It is my pleasure to be here today to discuss one of the most important economic problems facing our country: the collapse of the home mortgage market and its effect on real estate values and the overall economy. Of course, in America, housing is much more than a place to live. It is a key step on the ladder of our ownership society in which ordinary people, through their own hard work and saving, get to own and participate in the greatest economic story in history: the United States of America.
There are three points to stress. First, as severe as our current problems are, neither problems nor the search for creative solutions is anything new in the American mortgage market. We have seen the development and subsequent collapse of a number of different housing mortgage models in the past 100 years. Each time a new approach was developed which worked for a while and then failed. Today’s problems are no different. The root cause of this cycle of creativity and collapse is the constant need to find low cost and liquid means of financing a product--housing--that is inherently illiquid.
Second, we must recognize that this is not a "subprime" crisis as some call it, but a problem faced by every homeowner. Over 75 million American homeowners face the prospect of historically unprecedented declines in the value of their most important asset, their homes. The consequences of this will make housing an even less liquid asset. This will not only curtail spending, but it will also have knock-on effects in our national labor market as worker mobility will become impaired. This happened in Japan during the 1990s. Solutions that focus on "subprime" problems like foreclosure but make the mortgage market even less attractive for new money are counterproductive both for lower end borrowers and for the broader public.
Click here to view the complete testimony as Adobe Acrobat PDF.
Lawrence B. Lindsey is a visiting scholar at AEI.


# [Goal of the exercise]
What you return should be the lines of the data containing "Início", each in full.

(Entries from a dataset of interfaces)
______
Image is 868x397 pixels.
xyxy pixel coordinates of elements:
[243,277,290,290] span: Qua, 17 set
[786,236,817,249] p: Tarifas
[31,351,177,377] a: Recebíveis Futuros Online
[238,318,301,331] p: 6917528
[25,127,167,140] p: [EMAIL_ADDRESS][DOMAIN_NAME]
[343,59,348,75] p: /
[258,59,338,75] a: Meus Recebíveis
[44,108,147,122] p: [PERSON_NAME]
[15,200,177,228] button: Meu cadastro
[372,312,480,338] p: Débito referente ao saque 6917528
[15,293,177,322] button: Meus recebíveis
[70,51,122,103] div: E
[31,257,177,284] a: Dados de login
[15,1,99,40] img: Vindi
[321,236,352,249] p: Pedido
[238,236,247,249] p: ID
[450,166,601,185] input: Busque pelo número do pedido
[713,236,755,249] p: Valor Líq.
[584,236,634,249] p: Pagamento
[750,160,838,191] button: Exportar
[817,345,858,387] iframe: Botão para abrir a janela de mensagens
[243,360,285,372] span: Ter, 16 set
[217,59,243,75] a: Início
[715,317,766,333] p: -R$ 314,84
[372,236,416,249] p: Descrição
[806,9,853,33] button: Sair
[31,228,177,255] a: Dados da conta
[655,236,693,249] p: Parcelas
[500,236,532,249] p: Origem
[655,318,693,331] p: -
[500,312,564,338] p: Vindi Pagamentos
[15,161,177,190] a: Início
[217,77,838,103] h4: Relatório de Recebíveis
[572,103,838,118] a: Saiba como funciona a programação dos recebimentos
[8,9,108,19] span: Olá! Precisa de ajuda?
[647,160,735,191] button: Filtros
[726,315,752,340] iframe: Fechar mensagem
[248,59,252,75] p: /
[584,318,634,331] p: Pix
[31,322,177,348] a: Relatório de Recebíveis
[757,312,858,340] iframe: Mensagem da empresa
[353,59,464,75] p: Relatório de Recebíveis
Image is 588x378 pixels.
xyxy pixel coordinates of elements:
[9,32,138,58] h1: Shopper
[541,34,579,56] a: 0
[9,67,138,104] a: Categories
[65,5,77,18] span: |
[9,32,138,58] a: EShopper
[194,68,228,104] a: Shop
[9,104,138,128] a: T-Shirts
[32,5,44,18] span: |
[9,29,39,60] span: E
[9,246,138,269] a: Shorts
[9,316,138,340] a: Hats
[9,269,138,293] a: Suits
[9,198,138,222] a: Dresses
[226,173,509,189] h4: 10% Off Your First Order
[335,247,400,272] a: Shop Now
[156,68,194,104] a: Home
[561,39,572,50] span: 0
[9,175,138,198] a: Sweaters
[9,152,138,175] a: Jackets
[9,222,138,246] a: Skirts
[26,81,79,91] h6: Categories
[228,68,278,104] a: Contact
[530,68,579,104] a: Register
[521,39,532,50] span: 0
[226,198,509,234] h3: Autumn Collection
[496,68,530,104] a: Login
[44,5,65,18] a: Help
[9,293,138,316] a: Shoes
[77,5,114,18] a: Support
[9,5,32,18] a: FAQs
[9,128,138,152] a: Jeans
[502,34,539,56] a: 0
______
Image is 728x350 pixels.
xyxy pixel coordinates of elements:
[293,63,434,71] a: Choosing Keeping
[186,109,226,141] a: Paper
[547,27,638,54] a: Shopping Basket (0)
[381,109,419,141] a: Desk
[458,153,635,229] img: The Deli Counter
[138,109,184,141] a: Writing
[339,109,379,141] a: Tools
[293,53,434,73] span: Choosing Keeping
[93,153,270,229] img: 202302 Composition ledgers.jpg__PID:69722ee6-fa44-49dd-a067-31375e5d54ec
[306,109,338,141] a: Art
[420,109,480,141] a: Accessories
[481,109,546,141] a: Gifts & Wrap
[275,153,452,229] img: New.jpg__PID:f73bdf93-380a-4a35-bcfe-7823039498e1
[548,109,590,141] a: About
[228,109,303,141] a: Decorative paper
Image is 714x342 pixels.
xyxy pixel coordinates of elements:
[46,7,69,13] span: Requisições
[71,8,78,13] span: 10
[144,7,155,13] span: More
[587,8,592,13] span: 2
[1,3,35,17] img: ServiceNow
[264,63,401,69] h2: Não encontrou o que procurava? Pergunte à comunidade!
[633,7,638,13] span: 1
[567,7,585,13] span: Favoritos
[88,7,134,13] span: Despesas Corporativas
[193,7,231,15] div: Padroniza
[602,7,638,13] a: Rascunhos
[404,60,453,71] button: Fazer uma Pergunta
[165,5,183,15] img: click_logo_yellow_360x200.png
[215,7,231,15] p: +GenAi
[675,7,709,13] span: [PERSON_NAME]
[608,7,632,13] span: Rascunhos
______
# [Response to the task]
[217,59,243,75] a: Início
[15,161,177,190] a: Início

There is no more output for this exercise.